Developmental Changes in Neuroendocrine Regulation of Gonadotropin Secretion in Gonadal Dysgenesis

Abstract
Patients with gonadal dysgenesis have a marked increase in gonadotropin levels at the age when puberty normally occurs. To determine whether this increase results from a change in the frequency or the amplitude of gonadotropin pulses, we measured the 24-h profile of plasma LH and FSH by RIA in 31 patients with gonadal dysgenesis, aged 2–20 yr. Gonadotropin pulses were defined as a rise from nadir to peak that exceeded 3 times the intraassay coefficient of variation. This criterion, based on an empirical study of RIA noise, reduced the rate of false positive peaks to less than 3–4/24 h. Using this criterion, peak amplitude increased significantly at the time of puberty for both LH and FSH (P < 0.01). The overall frequency of gonadotropin pulses (the sum of the FSH peaks plus the LH peaks that occurred without a concomitant FSH peak), however, did not differ among prepubertal (12.7 ± 1.8 peaks/24 h), pubertal aged (14.3 ± 2.3 peaks/24 h), and adult patients (14.7 ± 0.9 peaks/24 h). Thus, the increase in gonadotropin concentration in pubertal aged patients with gonadal dysgenesis appears to result primarily from an increase in gonadotropin peak amplitude rather than an increase in peak frequency.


▶ **PROBLEM**:
Search the records below for the string "elements", and report each line that contains it.

Items from a figure collection
------------

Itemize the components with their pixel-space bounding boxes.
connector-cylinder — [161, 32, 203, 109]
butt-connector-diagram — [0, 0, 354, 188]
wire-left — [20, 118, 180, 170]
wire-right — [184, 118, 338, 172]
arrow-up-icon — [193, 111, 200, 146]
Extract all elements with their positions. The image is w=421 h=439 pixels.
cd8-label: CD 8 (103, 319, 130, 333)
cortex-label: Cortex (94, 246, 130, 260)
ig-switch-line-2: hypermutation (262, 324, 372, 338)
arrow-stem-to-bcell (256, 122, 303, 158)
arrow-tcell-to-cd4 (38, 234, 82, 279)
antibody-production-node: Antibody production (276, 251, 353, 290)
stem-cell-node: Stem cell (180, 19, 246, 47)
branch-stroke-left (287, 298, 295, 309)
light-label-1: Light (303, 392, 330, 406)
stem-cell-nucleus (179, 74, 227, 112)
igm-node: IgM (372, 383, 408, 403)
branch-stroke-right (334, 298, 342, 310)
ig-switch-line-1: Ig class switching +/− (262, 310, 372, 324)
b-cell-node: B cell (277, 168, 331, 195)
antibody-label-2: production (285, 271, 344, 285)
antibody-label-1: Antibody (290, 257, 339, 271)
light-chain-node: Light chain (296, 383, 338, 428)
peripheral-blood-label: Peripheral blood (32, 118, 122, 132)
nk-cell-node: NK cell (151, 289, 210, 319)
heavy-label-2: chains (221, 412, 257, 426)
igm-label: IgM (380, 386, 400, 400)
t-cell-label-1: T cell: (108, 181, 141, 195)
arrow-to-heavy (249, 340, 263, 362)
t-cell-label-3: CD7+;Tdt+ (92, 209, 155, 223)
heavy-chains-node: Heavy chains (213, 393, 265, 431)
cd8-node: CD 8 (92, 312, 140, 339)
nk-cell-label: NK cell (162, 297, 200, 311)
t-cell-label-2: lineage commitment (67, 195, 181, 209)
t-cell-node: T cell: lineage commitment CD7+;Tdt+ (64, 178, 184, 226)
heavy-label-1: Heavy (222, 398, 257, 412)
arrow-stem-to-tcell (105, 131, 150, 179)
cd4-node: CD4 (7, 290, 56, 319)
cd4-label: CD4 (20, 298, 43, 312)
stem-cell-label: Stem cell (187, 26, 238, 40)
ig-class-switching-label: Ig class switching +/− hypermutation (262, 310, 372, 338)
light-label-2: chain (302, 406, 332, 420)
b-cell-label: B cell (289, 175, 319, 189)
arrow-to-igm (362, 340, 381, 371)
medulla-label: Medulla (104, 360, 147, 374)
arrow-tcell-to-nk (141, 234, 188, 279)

------------

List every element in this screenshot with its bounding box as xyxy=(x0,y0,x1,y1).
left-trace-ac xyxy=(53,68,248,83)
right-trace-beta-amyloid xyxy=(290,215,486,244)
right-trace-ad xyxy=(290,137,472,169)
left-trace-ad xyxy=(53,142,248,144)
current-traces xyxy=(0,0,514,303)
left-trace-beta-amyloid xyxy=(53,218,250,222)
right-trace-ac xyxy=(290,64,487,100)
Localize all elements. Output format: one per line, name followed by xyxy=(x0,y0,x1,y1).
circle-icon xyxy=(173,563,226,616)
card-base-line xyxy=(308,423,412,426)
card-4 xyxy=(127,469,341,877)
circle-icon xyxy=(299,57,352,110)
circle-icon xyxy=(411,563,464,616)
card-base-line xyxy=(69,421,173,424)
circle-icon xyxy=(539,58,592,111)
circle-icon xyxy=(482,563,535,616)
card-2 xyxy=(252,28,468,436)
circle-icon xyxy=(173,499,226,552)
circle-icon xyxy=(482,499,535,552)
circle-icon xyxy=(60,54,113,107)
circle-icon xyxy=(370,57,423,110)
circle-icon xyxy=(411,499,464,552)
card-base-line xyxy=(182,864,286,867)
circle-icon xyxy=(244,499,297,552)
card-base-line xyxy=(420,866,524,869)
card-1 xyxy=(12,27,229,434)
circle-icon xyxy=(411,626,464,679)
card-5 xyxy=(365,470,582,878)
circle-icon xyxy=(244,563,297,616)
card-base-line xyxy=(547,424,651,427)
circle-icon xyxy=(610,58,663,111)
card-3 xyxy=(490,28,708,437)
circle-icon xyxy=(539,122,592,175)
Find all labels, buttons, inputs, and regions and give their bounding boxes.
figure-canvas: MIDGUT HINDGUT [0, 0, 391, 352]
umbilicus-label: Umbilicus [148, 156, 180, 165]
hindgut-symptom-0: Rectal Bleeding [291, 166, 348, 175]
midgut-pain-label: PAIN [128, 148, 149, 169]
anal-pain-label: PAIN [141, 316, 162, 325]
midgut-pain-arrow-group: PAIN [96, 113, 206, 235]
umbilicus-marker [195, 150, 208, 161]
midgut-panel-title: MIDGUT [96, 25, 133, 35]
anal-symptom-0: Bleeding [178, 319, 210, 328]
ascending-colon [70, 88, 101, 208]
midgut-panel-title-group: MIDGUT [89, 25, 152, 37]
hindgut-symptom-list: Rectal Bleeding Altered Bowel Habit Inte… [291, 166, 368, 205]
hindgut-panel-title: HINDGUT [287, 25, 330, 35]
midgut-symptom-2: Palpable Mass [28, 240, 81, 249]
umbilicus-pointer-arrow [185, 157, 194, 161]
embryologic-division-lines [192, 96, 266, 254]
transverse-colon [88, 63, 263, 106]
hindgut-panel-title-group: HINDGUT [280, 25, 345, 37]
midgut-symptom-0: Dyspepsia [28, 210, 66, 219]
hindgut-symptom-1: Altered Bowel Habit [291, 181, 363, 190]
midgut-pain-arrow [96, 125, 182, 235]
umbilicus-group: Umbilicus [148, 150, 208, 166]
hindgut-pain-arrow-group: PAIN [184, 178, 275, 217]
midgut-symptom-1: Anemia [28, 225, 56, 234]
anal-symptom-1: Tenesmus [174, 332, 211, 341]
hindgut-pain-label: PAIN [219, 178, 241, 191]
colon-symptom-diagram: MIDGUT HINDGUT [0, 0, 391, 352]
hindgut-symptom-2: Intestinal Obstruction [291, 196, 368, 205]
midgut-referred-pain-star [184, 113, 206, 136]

------------

▶ **FINISHED TASK**:
Extract all elements with their positions. The image is w=421 h=439 pixels.
Localize all elements. Output format: one per line, name followed by xyxy=(x0,y0,x1,y1).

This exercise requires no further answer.